Last summer,  I spent six weeks as Writer in Residence at Harborview Medical Center, Seattle’s county hospital. (Next week, I'll be returning to Harborview for the last -- for now -- phase of my residency, but more about that later....) For dozens of hours during those six summer weeks, I sat in the hospital room of Michelle Angeline Maria Alfonso-Buske, who was admitted to Harborview on June 9, 2010, when she woke up and could neither feel, nor move, her legs. I came to know both Michelle and her husband Bob; they both became heroes of mine.

Michelle and I chatted for dozens upon dozens of hours together. By "chat," I mean: I sat and took notes while Michelle talked. And talked. Thirty-eight-thousand words’ worth. The work of spinning those words into essays has just begun. In the meantime, here are just 250 of her words:

Michelle Talks About Facing Death: A Collage

With Michelle and Bob Buske,
on the first day Michelle is able to leave the wing of her hospital room.
photo by Peggy Weiss


I gotta get outta here. Though I could be walking into a hell. Being dependent on other people is not--in fact, I just got a cold chill thinking about it. I really haven’t cried yet. Hey, if I’m going to palliative care, what I need is to make a will. We’re worried about them taking the house. Oh, god yes. Bob took care of his parents for two years. Then they took the house and he ended up living in his car! I am so beside myself. Bob is stressed to the max. I just told that doc from palliative care, I said I want to tighten my will up. Now. It’s for the people who take care of me when I go home; they have to have that “do not resuscitate.” Oh, man. This fucking paralyzed bullshit. I can’t even get to the bank. And my cell phone is broken. Bob has been coming every day everydayeverydayeveryday. He is the dearest man. Don’t you think? You know, I would get up at 4:30 in the morning to try and make him some coffee. He would never let me make him lunch. That was always the agreement we had. He did all the shopping and cooking and I would clean up. His blood pressure is sky high. He’s gonna have a heart attack. And if that happens, I’m going to the nursing home. … You know, I woke up and I thought this had all been a bad dream.


P.S. My time with Michelle inspired to me to look up this information on living wills and advance medical directives.
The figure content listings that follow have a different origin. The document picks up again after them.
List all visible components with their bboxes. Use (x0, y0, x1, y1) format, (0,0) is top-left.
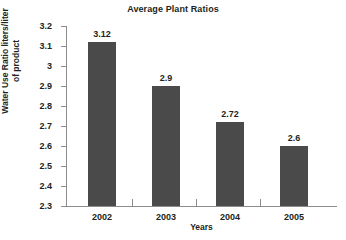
x-category-label-2004: 2004 (200, 212, 260, 222)
plot-area: 3.2 3.1 3 2.9 2.8 2.7 2.6 2.5 2.4 2.3 3.… (66, 26, 337, 206)
y-tick-label: 3.2 (12, 22, 52, 31)
x-tick-mark (132, 199, 133, 207)
bar-chart: Average Plant Ratios Water Use Ratio lit… (0, 0, 346, 240)
y-tick-label: 3 (12, 62, 52, 71)
y-tick-mark (61, 66, 67, 67)
y-tick-mark (61, 146, 67, 147)
y-tick-mark (61, 106, 67, 107)
x-category-label-2002: 2002 (72, 212, 132, 222)
y-tick-label: 2.9 (12, 82, 52, 91)
bar-value-2002: 3.12 (79, 29, 125, 39)
y-axis-line (66, 26, 67, 206)
x-category-label-2005: 2005 (264, 212, 324, 222)
x-axis-title: Years (66, 222, 337, 232)
y-tick-mark (61, 186, 67, 187)
y-tick-mark (61, 206, 67, 207)
y-tick-mark (61, 46, 67, 47)
bar-2003[interactable] (152, 86, 180, 206)
x-tick-mark (260, 199, 261, 207)
y-tick-mark (61, 26, 67, 27)
chart-title: Average Plant Ratios (0, 4, 346, 14)
y-axis-title-line-1: Water Use Ratio liters/liter (0, 8, 11, 114)
y-tick-mark (61, 166, 67, 167)
y-tick-mark (61, 126, 67, 127)
bar-2004[interactable] (216, 122, 244, 206)
bar-value-2004: 2.72 (207, 109, 253, 119)
y-tick-label: 2.5 (12, 162, 52, 171)
y-tick-label: 2.4 (12, 182, 52, 191)
bar-2002[interactable] (88, 42, 116, 206)
x-category-label-2003: 2003 (136, 212, 196, 222)
y-tick-mark (61, 86, 67, 87)
y-tick-label: 2.7 (12, 122, 52, 131)
y-tick-label: 3.1 (12, 42, 52, 51)
bar-value-2005: 2.6 (271, 133, 317, 143)
x-tick-mark (196, 199, 197, 207)
y-tick-label: 2.8 (12, 102, 52, 111)
x-axis-line (66, 206, 337, 207)
y-tick-label: 2.6 (12, 142, 52, 151)
bar-value-2003: 2.9 (143, 73, 189, 83)
bar-2005[interactable] (280, 146, 308, 206)
y-tick-label: 2.3 (12, 202, 52, 211)
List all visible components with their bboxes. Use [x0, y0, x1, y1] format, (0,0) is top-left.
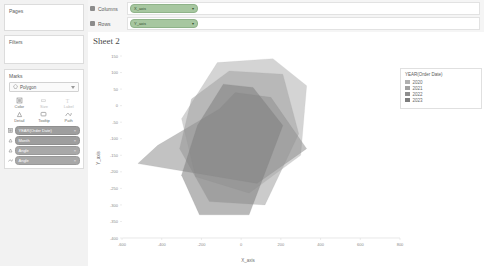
marks-pill-row: Angle × [8, 146, 80, 155]
columns-pill-label: X_axis [134, 6, 146, 11]
chevron-down-icon[interactable]: ▾ [192, 21, 194, 26]
tableau-worksheet-window: Pages Filters Marks Polygon [0, 0, 484, 266]
chevron-down-icon[interactable]: ▾ [192, 6, 194, 11]
columns-pill[interactable]: X_axis ▾ [130, 4, 198, 14]
rows-pill[interactable]: Y_axis ▾ [130, 19, 198, 29]
path-icon [8, 157, 13, 163]
pill-remove-icon[interactable]: × [74, 158, 76, 163]
pill-remove-icon[interactable]: × [74, 148, 76, 153]
filters-card: Filters [4, 35, 84, 64]
marks-prop-path[interactable]: Path [56, 109, 81, 123]
rows-icon [90, 21, 95, 26]
filters-shelf-dropzone[interactable] [5, 47, 83, 63]
marks-pill-row: Month × [8, 136, 80, 145]
rows-shelf: Rows Y_axis ▾ [90, 17, 484, 30]
polygon-icon [13, 84, 18, 90]
x-tick-label: -600 [118, 242, 127, 247]
marks-pill-angle-path-label: Angle [19, 158, 29, 163]
marks-prop-detail[interactable]: Detail [7, 109, 32, 123]
color-legend-swatch [405, 92, 410, 97]
path-icon [65, 111, 73, 118]
y-tick-label: -350 [110, 219, 119, 224]
color-legend-items: 2020202120222023 [405, 79, 477, 103]
tooltip-icon [40, 111, 48, 118]
y-tick-label: -400 [110, 236, 119, 241]
pill-remove-icon[interactable]: × [74, 138, 76, 143]
color-icon [15, 97, 23, 104]
rows-shelf-label: Rows [98, 21, 124, 27]
x-tick-label: 200 [278, 242, 285, 247]
color-legend-swatch [405, 86, 410, 91]
marks-pill-color[interactable]: YEAR(Order Date) × [15, 126, 81, 135]
color-legend-item-label: 2022 [413, 92, 423, 97]
y-tick-label: -50 [112, 120, 119, 125]
pages-card: Pages [4, 4, 84, 31]
x-tick-label: 600 [357, 242, 364, 247]
columns-shelf-label: Columns [98, 6, 124, 12]
detail-icon [8, 137, 13, 143]
x-tick-label: 0 [240, 242, 243, 247]
y-tick-label: -300 [110, 203, 119, 208]
color-legend-title: YEAR(Order Date) [405, 72, 477, 77]
polygon-chart-svg: 150100500-50-100-150-200-250-300-350-400… [88, 50, 408, 266]
y-tick-label: -200 [110, 169, 119, 174]
columns-shelf: Columns X_axis ▾ [90, 2, 484, 15]
chevron-down-icon [71, 86, 75, 89]
x-tick-label: -200 [197, 242, 206, 247]
x-tick-label: 400 [317, 242, 324, 247]
y-tick-label: 150 [111, 54, 118, 59]
svg-text:T: T [66, 98, 70, 104]
worksheet-canvas: Sheet 2 150100500-50-100-150-200-250-300… [88, 32, 484, 266]
marks-prop-size[interactable]: Size [32, 95, 57, 109]
marks-pill-row: Angle × [8, 156, 80, 165]
polygon-chart[interactable]: 150100500-50-100-150-200-250-300-350-400… [88, 50, 408, 266]
color-legend-item-label: 2023 [413, 98, 423, 103]
mark-type-selector[interactable]: Polygon [9, 82, 79, 92]
color-legend-item-label: 2021 [413, 86, 423, 91]
y-tick-label: -100 [110, 136, 119, 141]
pages-shelf-dropzone[interactable] [5, 16, 83, 30]
y-axis-label: Y_axis [96, 151, 101, 165]
color-legend-icon [8, 127, 13, 133]
marks-card: Marks Polygon Color [4, 69, 84, 169]
marks-prop-path-label: Path [65, 119, 73, 123]
marks-prop-tooltip[interactable]: Tooltip [32, 109, 57, 123]
marks-pill-angle-path[interactable]: Angle × [15, 156, 81, 165]
marks-pill-angle-detail-label: Angle [19, 148, 29, 153]
detail-icon [15, 111, 23, 118]
color-legend-swatch [405, 80, 410, 85]
columns-shelf-dropzone[interactable]: X_axis ▾ [127, 2, 480, 15]
x-tick-label: 800 [397, 242, 404, 247]
marks-prop-detail-label: Detail [14, 119, 24, 123]
left-panel: Pages Filters Marks Polygon [0, 0, 89, 266]
marks-card-title: Marks [5, 70, 83, 81]
y-tick-label: 100 [111, 70, 118, 75]
marks-pill-detail[interactable]: Month × [15, 136, 81, 145]
shelf-area: Columns X_axis ▾ Rows Y_axis ▾ [88, 0, 484, 33]
marks-prop-label[interactable]: T Label [56, 95, 81, 109]
pages-card-title: Pages [5, 5, 83, 16]
marks-pill-angle-detail[interactable]: Angle × [15, 146, 81, 155]
y-tick-label: 0 [116, 103, 119, 108]
marks-pill-row: YEAR(Order Date) × [8, 126, 80, 135]
x-axis-label: X_axis [88, 258, 408, 263]
marks-prop-color[interactable]: Color [7, 95, 32, 109]
marks-pill-detail-label: Month [19, 138, 30, 143]
rows-shelf-dropzone[interactable]: Y_axis ▾ [127, 17, 480, 30]
size-icon [40, 97, 48, 104]
color-legend: YEAR(Order Date) 2020202120222023 [400, 68, 482, 109]
y-tick-label: -150 [110, 153, 119, 158]
mark-type-label: Polygon [20, 85, 36, 90]
filters-card-title: Filters [5, 36, 83, 47]
pill-remove-icon[interactable]: × [74, 128, 76, 133]
marks-pill-list: YEAR(Order Date) × Month × [5, 125, 83, 168]
y-tick-label: 50 [114, 87, 119, 92]
marks-pill-color-label: YEAR(Order Date) [19, 128, 52, 133]
color-legend-item[interactable]: 2023 [405, 97, 477, 103]
detail-icon [8, 147, 13, 153]
rows-pill-label: Y_axis [134, 21, 146, 26]
x-tick-label: -400 [158, 242, 167, 247]
sheet-title: Sheet 2 [88, 32, 484, 46]
y-tick-label: -250 [110, 186, 119, 191]
columns-icon [90, 6, 95, 11]
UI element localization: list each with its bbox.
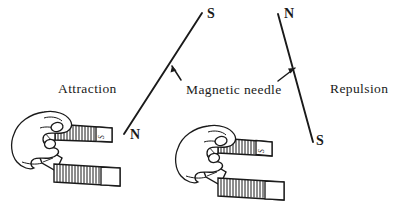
left-magnetic-needle: [124, 13, 202, 134]
right-magnet-pole-letter: S: [257, 149, 266, 153]
left-needle-bottom-pole-label: N: [130, 128, 140, 142]
left-needle-line: [124, 13, 202, 134]
right-magnet-lower-pole-tip: [265, 181, 284, 200]
right-hand-with-magnet: [176, 125, 284, 200]
left-magnet-lower-pole-tip: [101, 167, 120, 186]
magnetic-needle-label: Magnetic needle: [186, 83, 282, 97]
left-hand-with-magnet: [12, 111, 120, 186]
repulsion-label: Repulsion: [330, 82, 388, 96]
magnetism-illustration: S S Attraction Magnetic needle Repulsion…: [0, 0, 406, 203]
right-needle-line: [278, 14, 313, 142]
right-needle-bottom-pole-label: S: [316, 134, 324, 148]
illustration-canvas: S S: [0, 0, 406, 203]
right-needle-top-pole-label: N: [284, 7, 294, 21]
arrow-up-right-icon: [278, 68, 295, 81]
arrow-up-left-icon: [171, 66, 182, 80]
right-magnet-lower-hatch: [221, 178, 263, 198]
attraction-label: Attraction: [58, 82, 117, 96]
left-magnet-lower-hatch: [57, 164, 99, 184]
left-needle-top-pole-label: S: [207, 7, 215, 21]
left-magnet-pole-letter: S: [97, 135, 106, 139]
right-magnetic-needle: [278, 14, 313, 142]
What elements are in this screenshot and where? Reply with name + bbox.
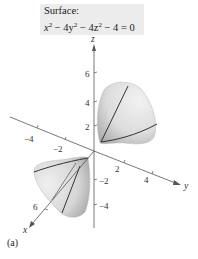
x-axis-label: x [22,225,28,235]
z-axis-label: z [90,34,95,44]
x-tick-6: 6 [33,202,38,212]
3d-plot: z 6 4 2 −2 −4 y −4 −2 2 4 x 6 [0,0,198,259]
y-axis-negative [10,117,94,151]
y-tick-neg4: −4 [24,134,34,144]
z-tick-2: 2 [85,122,90,132]
y-tick-neg2: −2 [53,144,63,154]
y-arrow-icon [173,180,181,185]
z-tick-6: 6 [85,69,90,79]
y-axis-label: y [183,181,189,191]
z-tick-neg4: −4 [99,201,109,211]
y-tick-4: 4 [144,175,149,185]
z-tick-4: 4 [85,98,90,108]
figure-tag: (a) [7,237,18,248]
y-tick-2: 2 [115,164,120,174]
z-tick-neg2: −2 [99,176,109,186]
z-arrow-icon [92,44,96,51]
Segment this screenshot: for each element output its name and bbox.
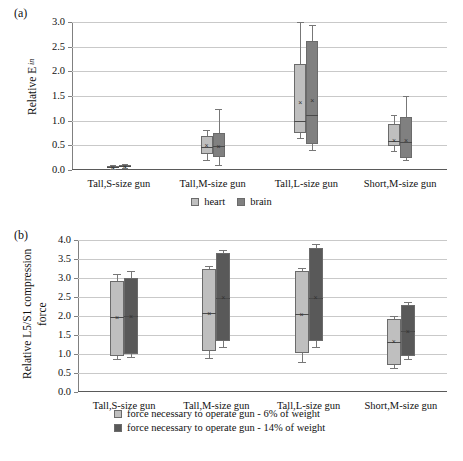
- x-axis-tick-label: Tall,L-size gun: [275, 178, 338, 189]
- panel-b-plot: 0.00.51.01.52.02.53.03.54.0Tall,S-size g…: [78, 240, 447, 392]
- y-axis-tick: [74, 297, 78, 298]
- gridline: [78, 259, 447, 260]
- box-plot-mean-marker: ×: [123, 163, 127, 170]
- y-axis-tick: [74, 354, 78, 355]
- gridline: [72, 96, 447, 97]
- box-plot-mean-marker: ×: [129, 312, 133, 319]
- whisker-cap-lower: [205, 358, 213, 359]
- whisker-cap-upper: [391, 115, 398, 116]
- legend-label-heart: heart: [204, 196, 225, 207]
- gridline: [72, 22, 447, 23]
- panel-a-label: (a): [14, 6, 27, 21]
- whisker-cap-lower: [309, 150, 316, 151]
- box-plot-mean-marker: ×: [392, 136, 396, 143]
- y-axis-tick: [68, 96, 72, 97]
- legend-swatch-heart: [191, 198, 199, 206]
- whisker-cap-upper: [203, 130, 210, 131]
- y-axis-tick-label: 1.0: [52, 120, 65, 121]
- panel-a-y-axis-label: Relative Ein: [26, 28, 42, 148]
- whisker-cap-upper: [404, 302, 412, 303]
- box-plot-median: [306, 115, 318, 116]
- panel-a-plot-area: 0.00.51.01.52.02.53.0Tall,S-size gun××Ta…: [72, 22, 447, 170]
- whisker-upper: [406, 96, 407, 117]
- whisker-cap-lower: [312, 347, 320, 348]
- y-axis-tick-label: 2.0: [58, 315, 71, 316]
- whisker-lower: [302, 353, 303, 362]
- y-axis-tick-label: 3.0: [52, 21, 65, 22]
- legend-entry-brain: brain: [237, 196, 272, 207]
- gridline: [72, 47, 447, 48]
- legend-label-brain: brain: [250, 196, 272, 207]
- y-axis-tick: [68, 47, 72, 48]
- whisker-upper: [394, 115, 395, 123]
- y-axis-tick-label: 3.5: [58, 258, 71, 259]
- whisker-cap-lower: [297, 138, 304, 139]
- legend-label-force-6: force necessary to operate gun - 6% of w…: [127, 408, 320, 419]
- whisker-cap-upper: [403, 96, 410, 97]
- whisker-cap-upper: [390, 316, 398, 317]
- y-axis-tick: [68, 22, 72, 23]
- box-plot-box: [306, 41, 318, 145]
- whisker-cap-lower: [215, 165, 222, 166]
- whisker-cap-upper: [312, 244, 320, 245]
- whisker-cap-lower: [391, 151, 398, 152]
- legend-entry-force-6: force necessary to operate gun - 6% of w…: [114, 408, 349, 419]
- gridline: [78, 240, 447, 241]
- box-plot-mean-marker: ×: [111, 163, 115, 170]
- panel-a-plot: 0.00.51.01.52.02.53.0Tall,S-size gun××Ta…: [72, 22, 447, 170]
- y-axis-tick-label: 3.0: [58, 277, 71, 278]
- box-plot-mean-marker: ×: [300, 310, 304, 317]
- box-plot-mean-marker: ×: [298, 98, 302, 105]
- panel-a-y-axis-label-text: Relative E: [26, 67, 38, 115]
- whisker-cap-lower: [127, 357, 135, 358]
- whisker-cap-lower: [219, 347, 227, 348]
- box-plot-mean-marker: ×: [205, 142, 209, 149]
- panel-a-legend: heart brain: [0, 196, 463, 207]
- y-axis-tick-label: 2.5: [58, 296, 71, 297]
- box-plot-mean-marker: ×: [314, 294, 318, 301]
- whisker-cap-upper: [113, 274, 121, 275]
- whisker-cap-upper: [205, 266, 213, 267]
- y-axis-tick: [68, 145, 72, 146]
- y-axis-tick: [74, 259, 78, 260]
- whisker-cap-lower: [404, 359, 412, 360]
- legend-entry-force-14: force necessary to operate gun - 14% of …: [114, 422, 349, 433]
- whisker-cap-upper: [297, 22, 304, 23]
- panel-b-y-axis-label: Relative L5/S1 compression force: [20, 244, 52, 384]
- x-axis-tick-label: Tall,S-size gun: [87, 178, 150, 189]
- panel-b-x-axis-line: [78, 391, 447, 392]
- legend-label-force-14: force necessary to operate gun - 14% of …: [127, 422, 325, 433]
- whisker-upper: [117, 274, 118, 281]
- panel-a: (a) Relative Ein 0.00.51.01.52.02.53.0Ta…: [0, 0, 463, 230]
- whisker-cap-lower: [403, 160, 410, 161]
- box-plot-mean-marker: ×: [392, 338, 396, 345]
- legend-swatch-force-14: [114, 424, 122, 432]
- panel-b-plot-area: 0.00.51.01.52.02.53.03.54.0Tall,S-size g…: [78, 240, 447, 392]
- y-axis-tick-label: 2.0: [52, 70, 65, 71]
- whisker-upper: [300, 22, 301, 64]
- whisker-cap-upper: [215, 109, 222, 110]
- y-axis-tick-label: 0.0: [52, 169, 65, 170]
- gridline: [72, 71, 447, 72]
- y-axis-tick-label: 1.5: [58, 334, 71, 335]
- y-axis-tick-label: 2.5: [52, 46, 65, 47]
- box-plot-mean-marker: ×: [217, 143, 221, 150]
- panel-b: (b) Relative L5/S1 compression force 0.0…: [0, 222, 463, 461]
- y-axis-tick-label: 1.0: [58, 353, 71, 354]
- whisker-cap-upper: [219, 250, 227, 251]
- whisker-cap-lower: [113, 359, 121, 360]
- y-axis-tick-label: 0.5: [58, 372, 71, 373]
- whisker-cap-lower: [298, 362, 306, 363]
- y-axis-tick-label: 0.5: [52, 144, 65, 145]
- y-axis-tick-label: 4.0: [58, 239, 71, 240]
- panel-a-x-axis-line: [72, 169, 447, 170]
- gridline: [78, 373, 447, 374]
- y-axis-tick: [74, 316, 78, 317]
- legend-swatch-brain: [237, 198, 245, 206]
- whisker-cap-upper: [127, 271, 135, 272]
- box-plot-mean-marker: ×: [404, 137, 408, 144]
- legend-swatch-force-6: [114, 410, 122, 418]
- y-axis-tick-label: 0.0: [58, 391, 71, 392]
- whisker-upper: [219, 109, 220, 133]
- box-plot-median: [294, 121, 306, 122]
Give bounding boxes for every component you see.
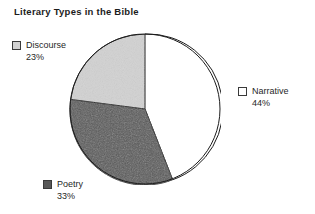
legend-value-poetry: 33%: [57, 191, 83, 202]
legend-label-narrative: Narrative: [252, 86, 289, 97]
legend-swatch-discourse-icon: [12, 41, 21, 50]
legend-swatch-narrative-icon: [238, 87, 247, 96]
legend-row-narrative: Narrative: [238, 85, 289, 97]
pie-chart-figure: Literary Types in the Bible: [0, 0, 315, 214]
legend-item-poetry[interactable]: Poetry 33%: [43, 178, 83, 202]
legend-swatch-poetry-icon: [43, 180, 52, 189]
legend-row-discourse: Discourse: [12, 39, 66, 51]
pie-graphic: [69, 33, 221, 185]
legend-value-narrative: 44%: [252, 98, 289, 109]
legend-label-discourse: Discourse: [26, 40, 66, 51]
chart-title: Literary Types in the Bible: [14, 6, 139, 17]
legend-row-poetry: Poetry: [43, 178, 83, 190]
legend-label-poetry: Poetry: [57, 179, 83, 190]
pie-slice-discourse[interactable]: [71, 34, 145, 109]
legend-item-discourse[interactable]: Discourse 23%: [12, 39, 66, 63]
legend-value-discourse: 23%: [26, 52, 66, 63]
legend-item-narrative[interactable]: Narrative 44%: [238, 85, 289, 109]
pie-svg: [69, 33, 221, 185]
Saturday, February 5, 2011

Scraps from a Grief Quilt

For the last four years, I’ve been writing about hospice, grief, all things funereal. It began when my mother was diagnosed with terminal cancer in 2006. Until 2009, I wrote only short fragments; the subject was too painful for sustained attention, yet too overwhelming to ignore. Now, I’m basting those small patches into something larger. Here’s one from the scrap bag:

Doing the Math

Mom’s oncologist must have been one of those students who mastered biology without ever mastering math. (I know; I was, too.) She considers this equation sound:

(four to six months life expectancy) + (gemcitabine-tarceva chemo-drip)

= (four days each week bedridden) + (two months’ longer lifespan).

Mom taught middle-school math; knows better.